In the interview, she bravely explains: “I decided, I’m an anthropologist and I’m here, so I can use this as a method of doing anthropological fieldwork. It wasn’t fieldwork that I had chosen, it was not a project I wanted to write, but there I was.”

I read these words to a packed room at the Hilton, full of anthropologists, and I felt my voice trembling with the knowledge of Hoodfar’s suffering but also of her resolve. As an anthropologist, she had been trained to observe social life and to analyze social processes as they unfold, even as she lay in a prison thousands of miles away from her family and home. That is the power of our discipline and its (largely unrealized) potential: to bridge the personal and political through our practice and scholarship.

As others have written in this Dialogues series, I also found spaces of collaborative energy that reinvigorated me about our still-emerging discipline. Perhaps it is a reflection of the times, but I stumbled into passing conversations with anthropologists of color in which we shared our incredulity with how freely the term white supremacy was being used this year (even if the speakers were not always fully cognizant that discussion of this phenomenon is a fundamental critique of institutionalized white-dominant academic spaces, including many AAA panels and social spaces). At a sports bar close to the convention center, I animatedly agreed with colleagues that we must do more to amplify each other in predominantly white spaces. At the restaurant Salsa a La Salsa, I candidly discussed the limitations of scholarship that does not adequately consider gender.
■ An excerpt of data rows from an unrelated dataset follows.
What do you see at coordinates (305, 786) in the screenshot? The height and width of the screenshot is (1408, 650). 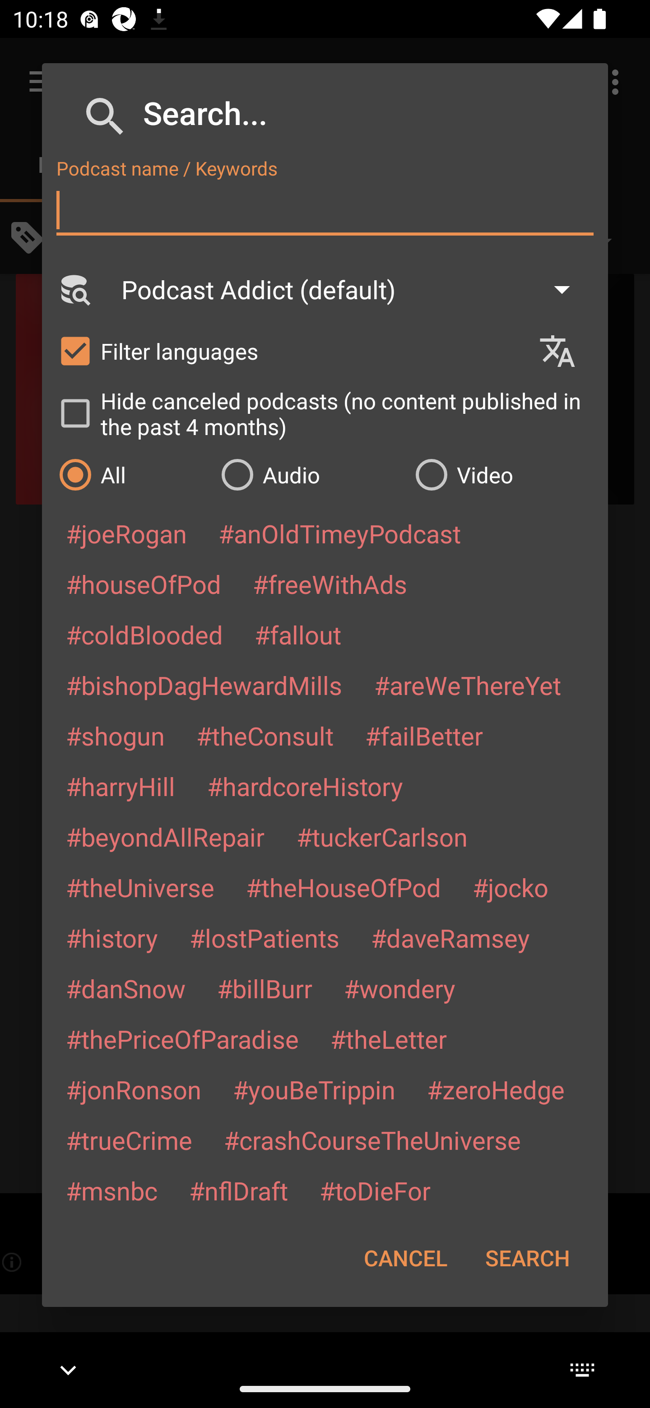 I see `#hardcoreHistory` at bounding box center [305, 786]. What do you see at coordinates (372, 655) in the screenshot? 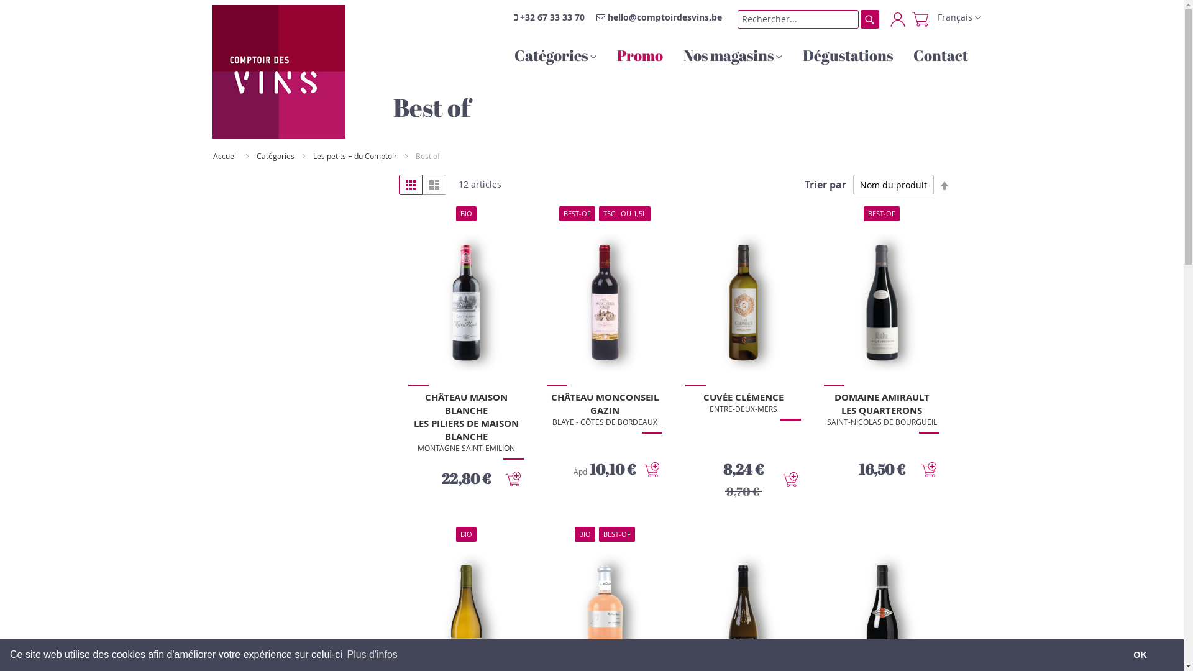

And in one of my favorite events at the conference, the meeting of the Committee on Language and Social Justice, I observed participants collaboratively strategize about how can we better integrate a critical understanding of power into linguistic anthropology courses and, more broadly, into our institutions through more engaged anthropological work.

We are experiencing a period of immense conflict, violence, and oppression around the world. I need not catalog the challenges faced by marginalized populations the world over. Nor will I list the number of private heart-to-hearts in which researchers express their disenchantment with the status quo, and yet do not weave these sentiments into their research, writing, and pedagogical projects. If ever there was a moment to dismantle the division between our private condemnations of inequality and our public-facing research and teaching personas, the time is now.